You will be given an array of numbers. You have to sort the odd numbers in ascending order while leaving the even numbers at their original positions.
Examples:
[7, 1] => [1, 7]
[5, 8, 6, 3, 4] => [3, 8, 6, 5, 4]
[9, 8, 7, 6, 5, 4, 3, 2, 1, 0] => [1, 8, 3, 6, 5, 4, 7, 2, 9, 0]
function sortArray(array) {
const hideOdds = array.map((e) => e % 2 === 0 ? e : "");
const odd = array.filter((e) => e % 2 !== 0).sort((a, b) => a - b);
const result = [];
for (let i = 0, oddIndex = 0; i < array.length; i += 1) {
if (hideOdds[i] === '') {
result.push(odd[oddIndex]);
oddIndex++;
} else {
result.push(hideOdds[i])
}
}
return result;
}
function sortArray(array) {
const odd = array.filter((x) => x % 2).sort((a,b) => a - b);
return array.map((x) => x % 2 ? odd.shift() : x);
}
The shift method removes the element at the zeroeth index and shifts the values at consecutive indexes down, then returns the removed value. If the length property is 0, undefined is returned.
shift is intentionally generic; this method can be called or applied to objects resembling arrays. Objects which do not contain a length property reflecting the last in a series of consecutive, zero-based numerical properties may not behave in any meaningful manner.
array.shift()
The removed element from the array; undefined if the array is empty.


__ACTIVITY__. List each line of the data in which the string "Recognition" appears.

__DATA SHOWN__.
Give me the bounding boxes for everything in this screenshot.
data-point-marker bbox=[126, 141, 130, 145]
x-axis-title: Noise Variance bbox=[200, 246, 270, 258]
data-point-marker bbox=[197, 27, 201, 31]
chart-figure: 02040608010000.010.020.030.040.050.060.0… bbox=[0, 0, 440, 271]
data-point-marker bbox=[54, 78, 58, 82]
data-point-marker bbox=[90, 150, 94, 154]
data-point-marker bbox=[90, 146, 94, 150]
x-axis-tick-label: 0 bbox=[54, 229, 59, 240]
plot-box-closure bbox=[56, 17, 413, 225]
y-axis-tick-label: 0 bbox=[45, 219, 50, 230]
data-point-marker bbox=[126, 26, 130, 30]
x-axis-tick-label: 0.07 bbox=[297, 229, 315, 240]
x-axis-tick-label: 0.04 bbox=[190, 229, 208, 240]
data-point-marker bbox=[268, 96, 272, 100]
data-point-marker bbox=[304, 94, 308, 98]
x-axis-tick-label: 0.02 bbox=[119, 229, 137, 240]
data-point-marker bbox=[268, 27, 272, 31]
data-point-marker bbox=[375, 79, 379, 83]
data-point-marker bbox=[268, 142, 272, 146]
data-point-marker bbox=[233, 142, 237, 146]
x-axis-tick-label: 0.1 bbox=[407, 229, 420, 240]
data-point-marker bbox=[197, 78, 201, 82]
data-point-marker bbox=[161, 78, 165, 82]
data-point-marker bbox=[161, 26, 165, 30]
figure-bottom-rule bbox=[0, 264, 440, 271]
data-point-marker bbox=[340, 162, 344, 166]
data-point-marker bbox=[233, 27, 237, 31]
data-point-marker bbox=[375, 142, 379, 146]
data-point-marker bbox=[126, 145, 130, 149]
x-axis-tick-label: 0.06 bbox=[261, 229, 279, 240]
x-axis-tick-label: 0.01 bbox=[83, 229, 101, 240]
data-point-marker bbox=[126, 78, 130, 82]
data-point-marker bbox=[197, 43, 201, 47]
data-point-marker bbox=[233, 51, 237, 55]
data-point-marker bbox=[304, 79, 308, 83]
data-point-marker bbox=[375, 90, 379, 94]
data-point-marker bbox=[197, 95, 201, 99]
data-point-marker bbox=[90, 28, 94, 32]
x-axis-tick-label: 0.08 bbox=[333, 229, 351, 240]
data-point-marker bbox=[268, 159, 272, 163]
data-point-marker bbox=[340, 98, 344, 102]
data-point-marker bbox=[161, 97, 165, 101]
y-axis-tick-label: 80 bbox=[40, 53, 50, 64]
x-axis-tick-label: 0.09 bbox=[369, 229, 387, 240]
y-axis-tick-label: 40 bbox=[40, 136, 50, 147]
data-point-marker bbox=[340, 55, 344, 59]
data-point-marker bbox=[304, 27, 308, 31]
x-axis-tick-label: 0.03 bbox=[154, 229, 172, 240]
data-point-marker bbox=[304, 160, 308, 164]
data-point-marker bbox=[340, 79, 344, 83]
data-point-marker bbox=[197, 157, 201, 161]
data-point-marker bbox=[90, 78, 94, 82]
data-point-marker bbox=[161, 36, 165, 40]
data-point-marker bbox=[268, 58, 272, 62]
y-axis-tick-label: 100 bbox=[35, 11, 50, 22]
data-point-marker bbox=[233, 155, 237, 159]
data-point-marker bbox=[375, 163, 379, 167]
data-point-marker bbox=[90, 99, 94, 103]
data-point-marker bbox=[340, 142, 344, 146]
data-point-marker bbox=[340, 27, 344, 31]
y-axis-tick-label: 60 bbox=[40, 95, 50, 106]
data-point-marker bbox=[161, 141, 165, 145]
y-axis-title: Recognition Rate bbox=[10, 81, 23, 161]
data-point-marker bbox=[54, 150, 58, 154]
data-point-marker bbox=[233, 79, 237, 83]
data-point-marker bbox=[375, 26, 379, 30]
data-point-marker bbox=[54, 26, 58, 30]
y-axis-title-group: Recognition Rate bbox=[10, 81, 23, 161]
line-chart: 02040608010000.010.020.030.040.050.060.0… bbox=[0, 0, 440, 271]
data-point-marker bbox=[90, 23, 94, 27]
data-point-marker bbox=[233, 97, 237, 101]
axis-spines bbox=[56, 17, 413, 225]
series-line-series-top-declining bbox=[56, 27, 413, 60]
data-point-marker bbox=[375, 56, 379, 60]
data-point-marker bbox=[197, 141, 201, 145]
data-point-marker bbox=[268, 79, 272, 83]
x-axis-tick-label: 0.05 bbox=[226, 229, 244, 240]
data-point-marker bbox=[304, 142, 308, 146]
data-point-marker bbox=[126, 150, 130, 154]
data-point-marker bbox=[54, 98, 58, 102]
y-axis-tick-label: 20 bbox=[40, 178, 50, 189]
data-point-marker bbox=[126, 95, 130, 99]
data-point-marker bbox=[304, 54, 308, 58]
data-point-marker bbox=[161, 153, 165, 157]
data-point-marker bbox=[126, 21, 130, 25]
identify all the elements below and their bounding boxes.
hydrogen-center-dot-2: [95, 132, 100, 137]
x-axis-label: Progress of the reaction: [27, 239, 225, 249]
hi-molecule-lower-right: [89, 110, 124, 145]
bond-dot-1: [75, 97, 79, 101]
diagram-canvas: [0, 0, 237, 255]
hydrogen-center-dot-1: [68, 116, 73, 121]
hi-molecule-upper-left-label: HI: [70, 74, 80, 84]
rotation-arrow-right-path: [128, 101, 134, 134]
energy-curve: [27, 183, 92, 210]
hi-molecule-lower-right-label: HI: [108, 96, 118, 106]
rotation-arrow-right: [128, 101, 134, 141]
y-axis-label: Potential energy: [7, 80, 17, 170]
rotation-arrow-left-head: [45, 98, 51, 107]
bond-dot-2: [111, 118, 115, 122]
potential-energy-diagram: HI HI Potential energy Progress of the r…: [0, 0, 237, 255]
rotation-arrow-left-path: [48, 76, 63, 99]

__COMPLETED TASK__.
y-axis-title: Recognition Rate bbox=[10, 81, 23, 161]
y-axis-title-group: Recognition Rate bbox=[10, 81, 23, 161]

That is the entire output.